If the support team has more capacity, and if the product is small enough (both are common situations in very early startups), they can be tasked to do more comprehensive QA. While automated testing is probably already in place for product updates, it can’t catch anything it’s not specifically designed to test, and that’s where a human QA function comes in. Working with the engineering and Product teams, the support team can build a standard deployment and functionality checklist. For every new code release, whether or not it contains support-relevant bug fixes or requested functionality, customer engineers can then run down the testing checklist, ensuring no glaring bugs or regressions have found their way into the new release. While nothing can replace a dedicated QA function, the support team is well placed to do basic sanity checking to avoid embarrassingly broken product releases.

Documentation

I saved this one for last, because if the support team is ever responsible for product documentation, it’s a task that will probably stick with the team the longest. Full-time writers and editors (outside the marketing team, anyway) tend to be late hires at software startups, so prepare for the long haul if your team ends up in charge of writing, updating, or otherwise improving product documentation.

On one hand, assigning responsibility for documentation to Support seems like a natural fit: customer engineers know everything there is to know about the product and are comfortable with clear technical writing, thanks to regular customer correspondence. On the other hand, documentation writing is a somewhat different set of skills: instead of speaking to a specific customer for a specific purpose, documentation needs to be broadly usable. It is long-form writing that needs to be precise, accurate, and also stylistically consistent across dozens or hundreds of documents. Not everyone has the facility, or interest, to write good documentation.
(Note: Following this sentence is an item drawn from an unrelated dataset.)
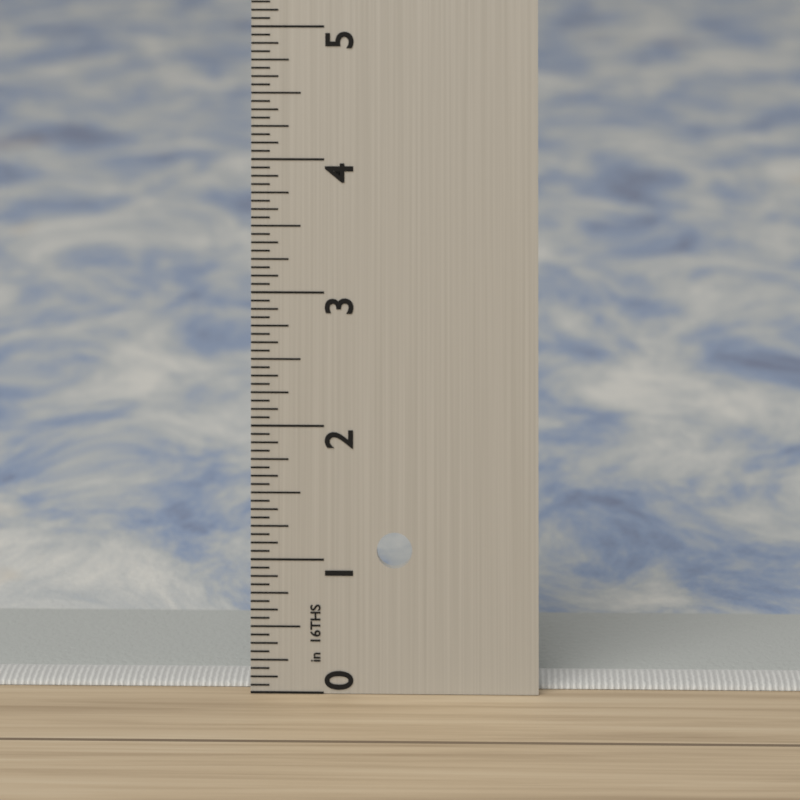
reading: 0.0625 in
If you are a founding customer engineer with strong writing skills, you will probably be responsible for documentation at some point, which means your team, as it grows, will also share that responsibility. Make it easier for yourself, for your future team, and for a future dedicated technical writing team by writing a style guide, constructing a good and intuitive documentation structure, and generally laying the groundwork for future documentation expansion.


I started this post somewhat facetiously with a picture of a Swiss Army knife, but it turns out that’s a pretty accurate metaphor. Like a Swiss Army knife, as anyone who’s ever owned one knows, customer engineers are good at a few things (the knife blades), OK in a pinch at a few others (screwdriver, corkscrew), and marginal at best at several others (why do they bother putting tweezers and a toothpick in there anyway?). While you’re extremely versatile, don’t forget why you were hired in the first place, and cut yourself some slack if you’re not as good at customer success as a dedicated CSM, not as speedy deploying new customers as a TAM, or as efficient at writing documentation as a technical writer. As your company grows, you’ll spend more time focusing on your core duties, but the skills you picked up while helping elsewhere in the company will serve you well going forward.

Thanks for reading Andy's Support Notes 💻💥📝!